Monday, January 30, 2012

HE Himself

I first photographed Harlan Ellison about 10 years before we were actually introduced. It was at the World Science Fiction Convention in Boston in 1980. I had started shooting for the Washington Post only a few months earlier and I ran into the illustrious Michael Dirda who was planning an article for the Sunday book supplement. We hooked up and the WP ran several of my photographs, including one I got of Harlan talking to a small group of people after his full-house performance.

I've seen Harlan in action many times since then, usually from a much better vantage point because we've been close friends ever since I photographed him in 1989 and the photograph rather knocked his socks off.  You can find it--illegally and in poor resolution--on the Internet when you do a Google Pictures search under his name. It is usually among the first that come up. He's sitting on the back of a chair in strong directional lighting. Somebody scanned it from the back of the Harlan Ellison Hornbook. I had a dispute with the LA Times when they illegally used it one day, proving the value of an actual copyright registration when you want a quick resolution to copyright infringement.
Harlan hasn't been doing too many appearances lately, but he recently did two evenings at the Cinefamily/Silent Movie Theatre in Los Angeles for an SRO crowd. One was in November, the other was last week. Screenwriter Josh Olson (see, Josh, I spelled it right this time) "interviewed" him, which means Josh occasionally got to say something so Harlan could go off on a tangent. In theory, both nights were about Harlan's work as a television writer, and a very fast research in the projection booth managed to get things up on the screen to illuminate the "discussion." Another theme of the more recent evening was the publication of a spectacular reprint of "The Glass Teat" and "The Other Glass Teat," two collections of television (and, frankly, political) commentary articles Harlan wrote for the Free Press many years ago. Read it. The issues haven't changed.

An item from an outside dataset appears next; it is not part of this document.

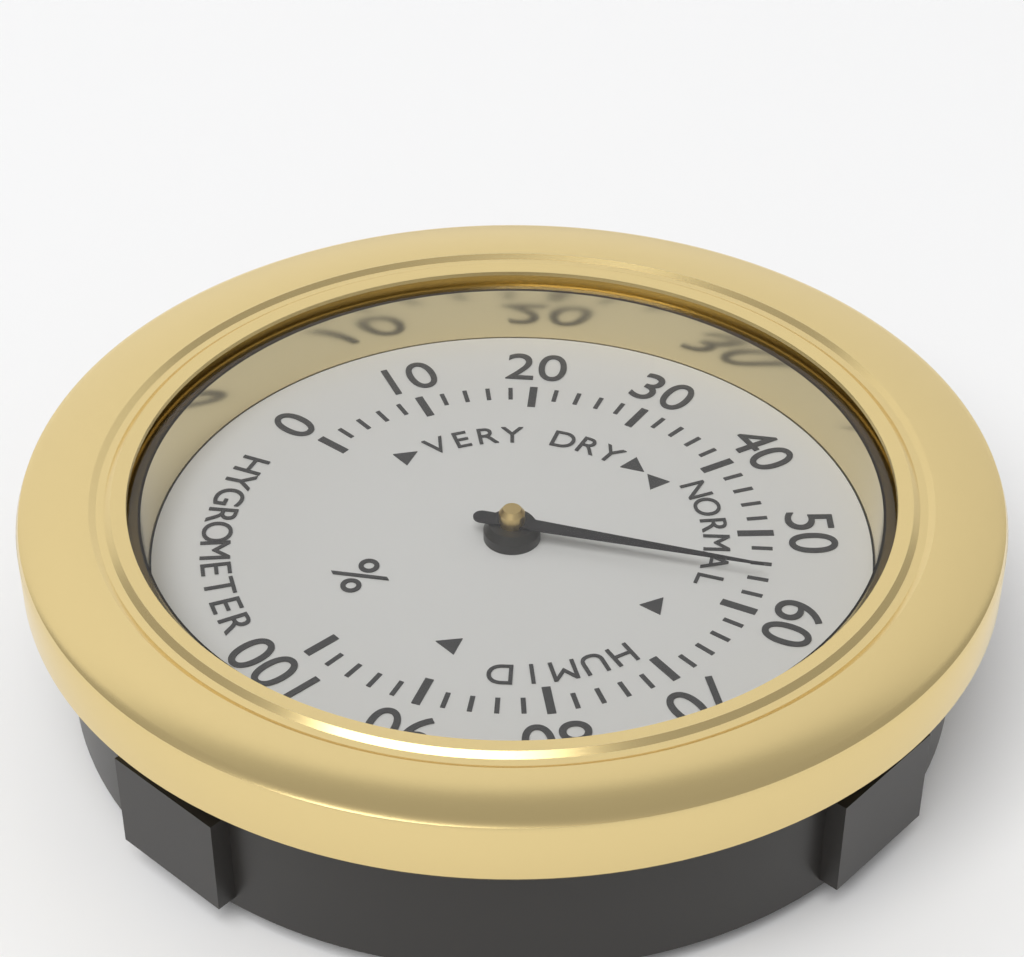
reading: 56 %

A bit more than halfway through the evening, there was a commotion as this guy came up to the stage muttering and using his cell phone to record things. For a moment I thought it was a fan with a lack of manners, and then I realized it was Patton Oswalt doing a great turn as a fan with no manners. Patton took over "interviewing" duties from Josh for a bit, and for whatever reason, I can't seem to upload the four minutes I caught on video. Trust me, it was hysterical.